26 Aug 2010

No respite from Pakistan floods one month on

One month after floods brought devastation to Pakistan, with 1,500 deaths and 17 million people affected, Save the Children updates Channel 4 News from southern Punjab province.

Pakistan floods

After spending three weeks in the cold mountainous environment of the Swat valley, I arrived in the hot and humid climate of Multan to work alongside Save the Children teams working in the worst affected districts of Muzaffargarh, Rajanpur and Dera Ghazi Khan.

The floods arrived here a week after the showers began in late July. There were reports of nearly 300,000 people displaced overnight.There was also news of entire villages on the highways and in government schools of Muzaffargarh and Multan.

However, none of the reports came close to the reality on ground.

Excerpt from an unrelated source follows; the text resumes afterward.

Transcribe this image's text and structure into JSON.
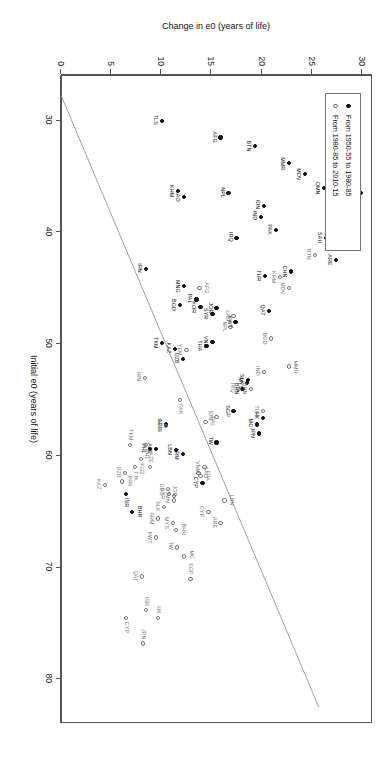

Destruction in Muzaffargarh
The sight of makeshift shelters and tents begins at the border of Muzaffargarh and Multan districts. Long lines of men, women and children are found stranded on both sides of the busy traffic. Besides those displaced from remote areas, people of nearby villages are also found on the highway; their dilapidated homes visible a few metres away. It is mind-boggling to consider the populations affected by the floods.

For example, the district of Muzaffargarh has four tehsils [administrative areas] out of which two, Muzaffargarh and Kot Addo, are completely under water. The tehsil of Kot Addo alone has 28 union councils and each union council has more than 4,000 people. Thus, the lives of approximately 112,000 men, women and children have been disrupted in Kot Addo alone.

These vast numbers of people do not have food, shelter, clothing, access to health care and have completely lost their livelihoods due to the floods.

They will certainly require assistance in the coming months, if not years, to not only resettle and establish their lives but also to rejuvenate their income generating activities.

Relief to Brahimwala
Save the Children is the first humanitarian organisation that has provided food rations comprising of wheat, lentils, cooking oil, micronutrient biscuits as well as tents, jerry cans, water buckets and blankets to people who have lost their homes in district Muzaffargarh.

During one such distribution to the village of Brahimwala, I learned how the villagers had departed from their homes in haste to reach safe ground 25 kilometres (15 miles) away in the city of Muzaffargarh.

They were no registration points or information centres available for the displaced to receive aid. They spent many days under the open sun before finding temporary shelters on open ground, roads and rapidly set up camps. Food and drinking water distribution was irregular and chaos erupted each time a truck arrived with provisions.

Unfortunately, the urban poor who live in shanty towns of Muzaffargarh and Multan had joined the displaced and fought to grab whatever donations they could lay their hands on.

In the village of Sandewala, three women were crushed by a mob while chasing a food rations truck. As soon as the waters receded displaced people returned to their homes.

Although, most villages are still submerged with the flood’s deluge of putrid water and mud, families have pitched up tents alongside roads and canals. Water in Brahimwala has withdrawn, demolishing each and every house in the village.

The conditions are appalling but with nowhere else to turn, people are living amidst mud, flies and the remains of their houses squashed on the ground.

The murky flood waters and searing heat has worsened the dismal conditions and increased the prevalence of diseases like diarrhoea, malaria, skin and respiratory infections.

Save the Children has provided food rations to 2000 families and will reach another 13,000 families in southern Punjab within the next two weeks. Eight health teams are working in the area and four more will begin operating by the end of this week. Child friendly spaces for children to play and learn, have been established. Each and every member of Save the Children realizes that an intense and continued support is essential to normalize the lives of flood affected people in Punjab.